If I had known we were going on a 7 mile hike, I might not have gone. But I didn’t know and so I did it without thinking about it.
Kind of like how we sang together on a global scale because we didn’t know we couldn’t. ( See most recent prior post: #18 )
Our hike’s destination was the site of the former Glines Canyon Dam on the Elwha river in Olympic National Park. Both the construction of the dam and its removal were thought to be impossible tasks, and yet each was accomplished.
There seems to be a pattern here, a lesson just out-of-sight. And it makes me think of the goodness of humans, our willingness to move into uncharted territory when we know it’s the right thing to do. Even when we think we can’t do it.

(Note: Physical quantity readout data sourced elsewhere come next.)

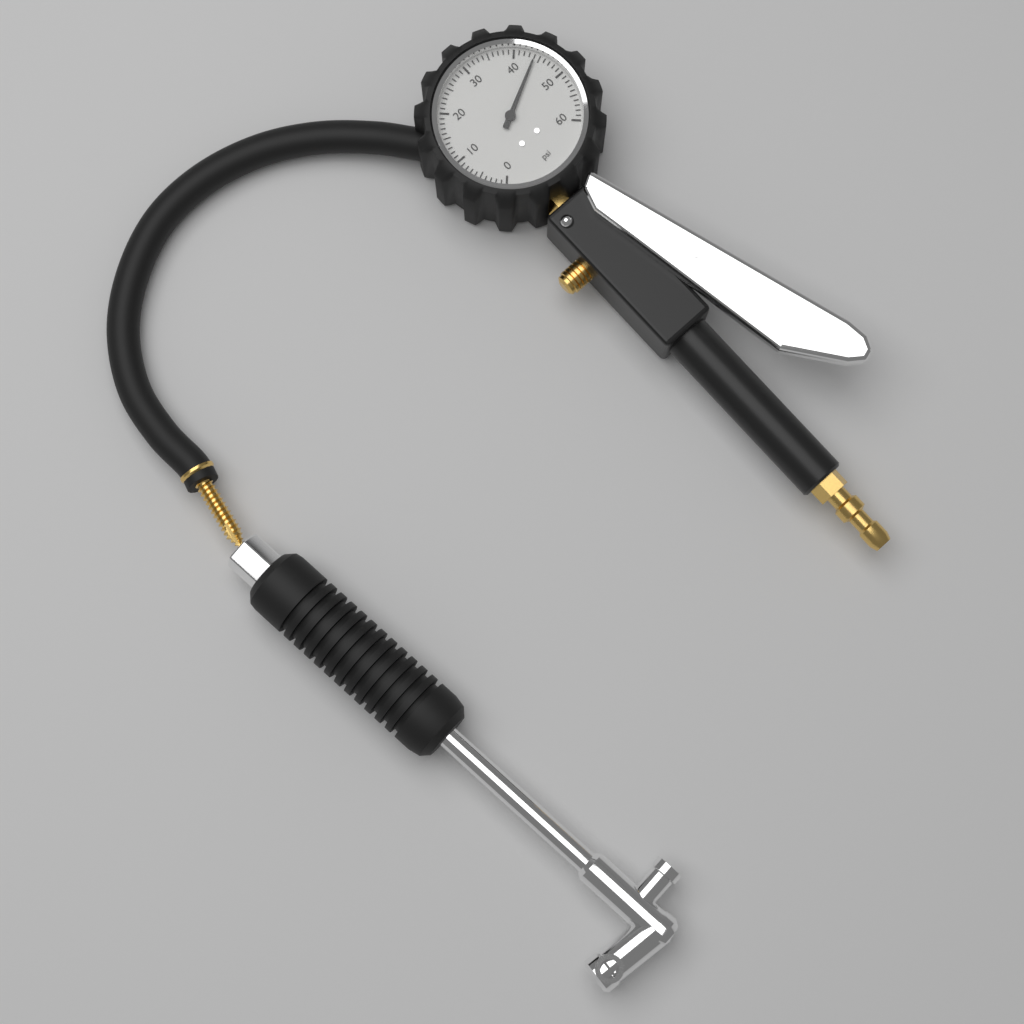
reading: 44 psi
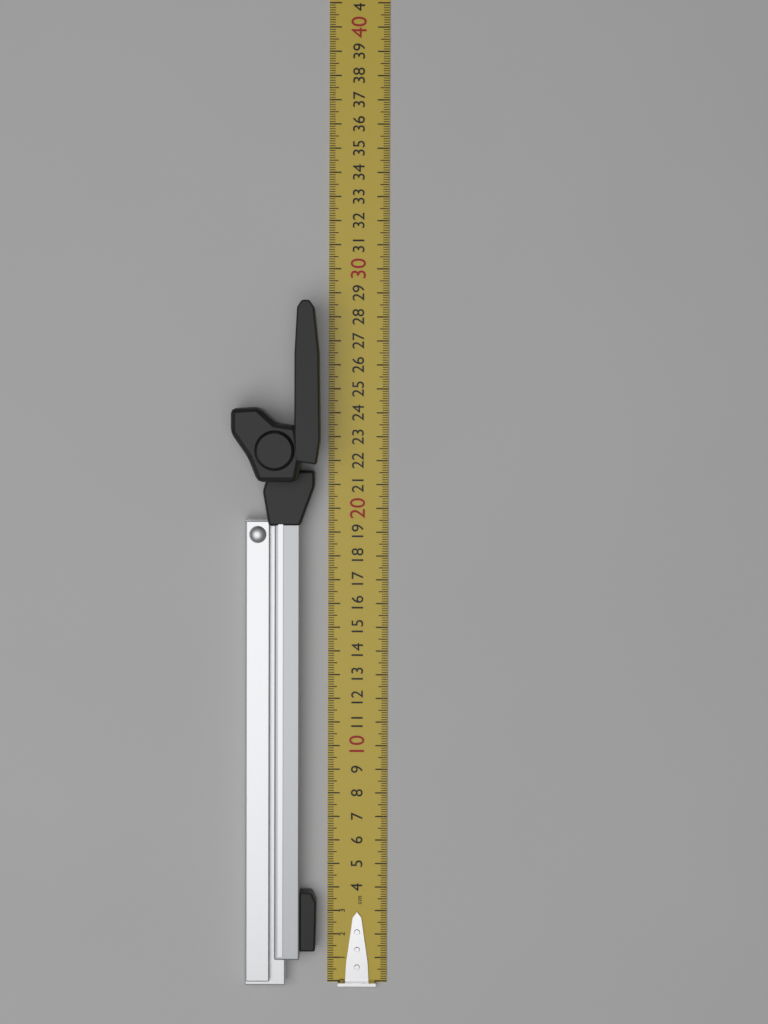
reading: 28.6 cm
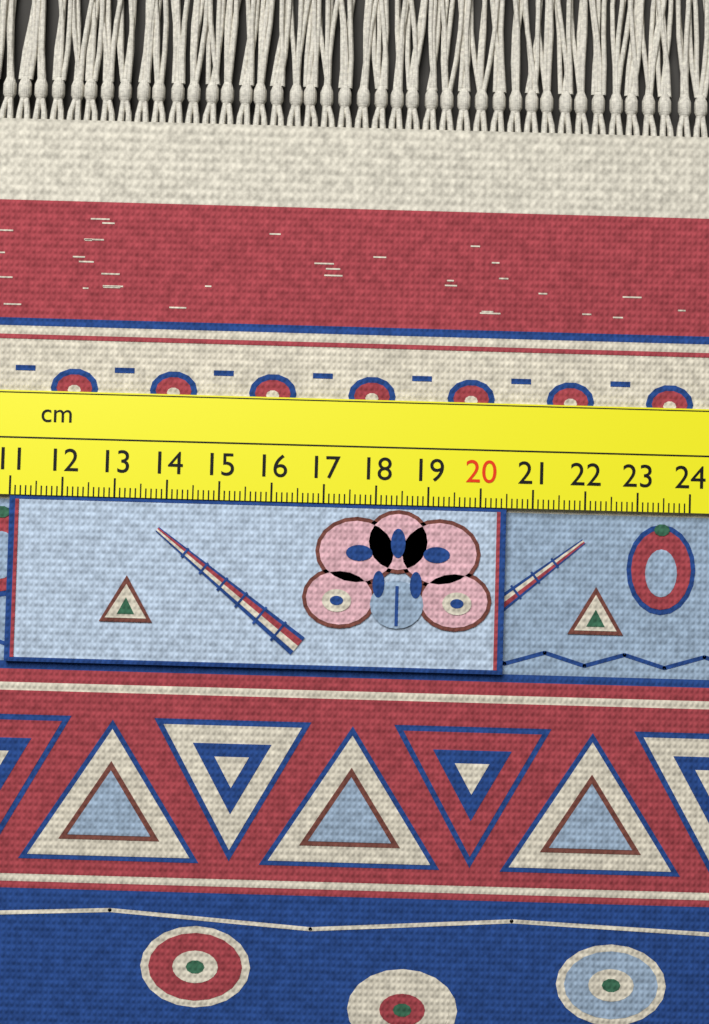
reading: 20.5 cm
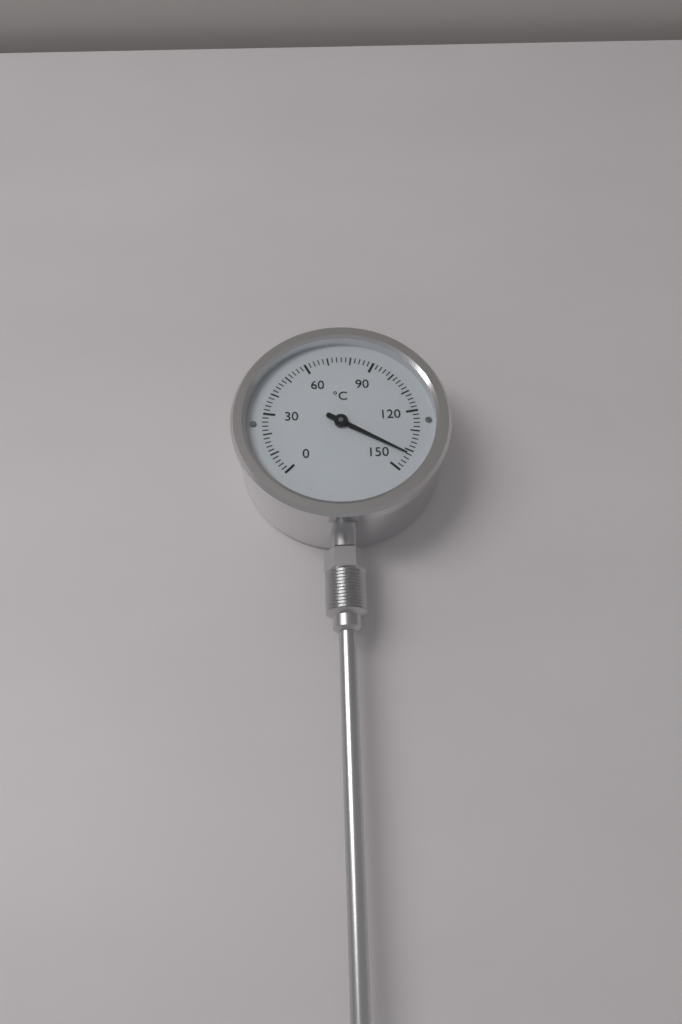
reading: 142 °C
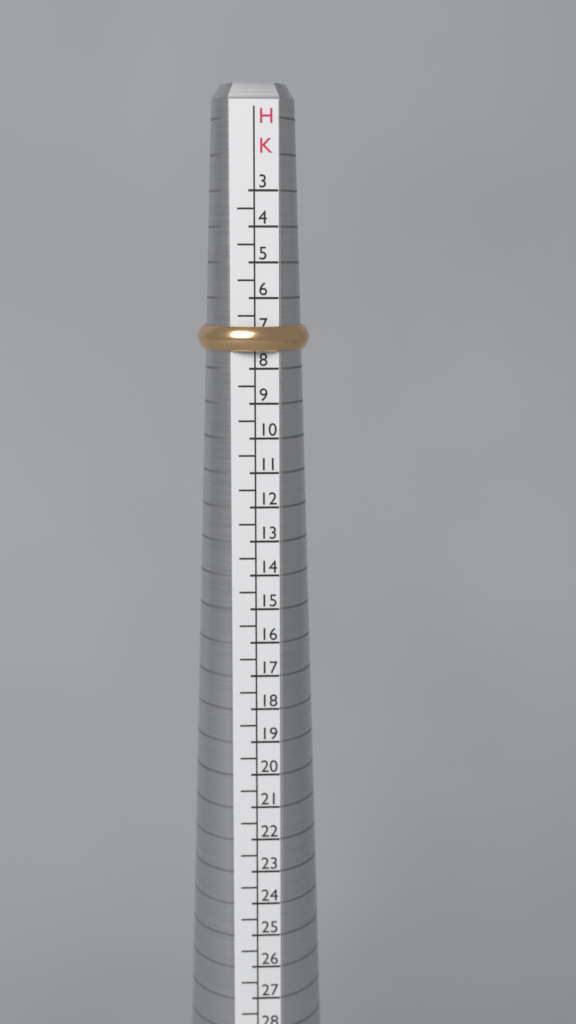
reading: 7.5 HK
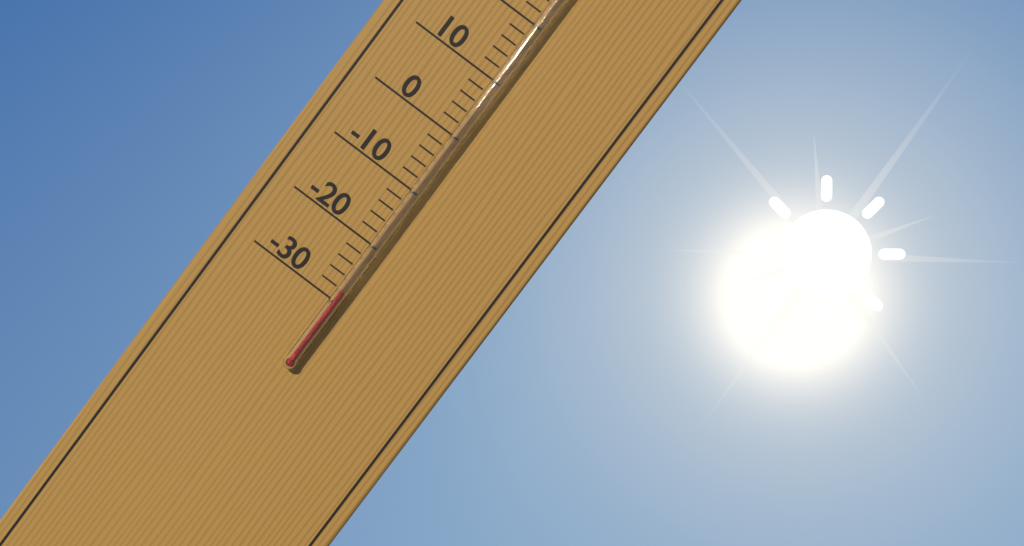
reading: -28 °C
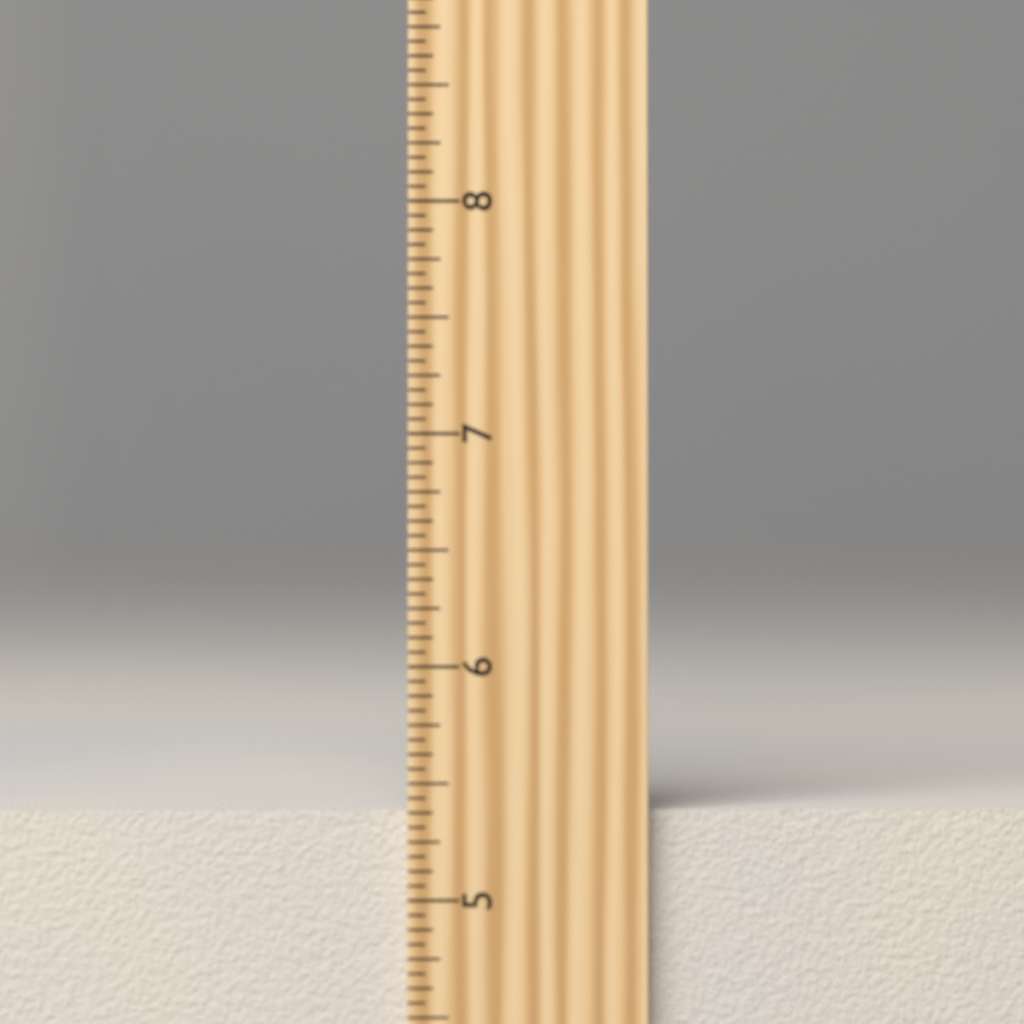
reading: 5.3750 inch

And how do we know what’s right?
Our bellies and bones tell us so.
Embedded as we are in the entirety of time that it’s taken for trillions of galaxies to exist, thousands upon thousands of planets to form along with the pivotal stars round which they spin, embedded as we are in this massive evolutionary journey, we humans learn by doing, by experimenting, by experiencing what works and what doesn’t. Though it’s taken a few thousand years for our species to develop the technology that allows us to “prove” the existence of trillions of galaxies, our ancestors 10,000 years and more ago may have known this truth, but they knew it intuitively, with intelligence beyond our limited array of modern senses.
Physiologically we haven’t changed that much since paleolithic times, so our cells remember, just as the land remembers its experience and holds it just out of sight…unless we tune in, open the doors of perception to non-ordinary reality and re-member, in the large sense of that word, bringing back to life all our members, our capacities that have been diminished by modernity.

So human goodness???
I feel in my bones that humans yearn to belong to the world and to each other. We will do what it takes to bring beauty back, to bring harmony and resilience back. For me that’s one definition of “human goodness.” Once the decision was made to restore the Elwha River to its natural state, humans responded with generous support. Imagine how many of us it took to plant 400,000 native shrubs and trees to restore the decimated banks of the river, silted over by the lake behind the dam. Imagine the tolerance of the Forest Service when their compound, composed of many buildings, was suddenly inaccessible to vehicular traffic because the force of the freed water washed out the road, despite all the engineers attempts to prevent that. Imagine all the campers who obligingly changed plans when the campground was no longer accessible by car.
Humans are motivated by loving life experiences, sharing hard work, victories and losses, potlucks and singing and storytelling and laughter…
May we focus on our goodness and move toward the new era coming, moving toward that which we don’t know we can’t do, trusting the Universe has our backs!

This story really drew me in Deborah. And I think it’s true that humans long to belong to the world – a world full of beauty and animation. Thank you!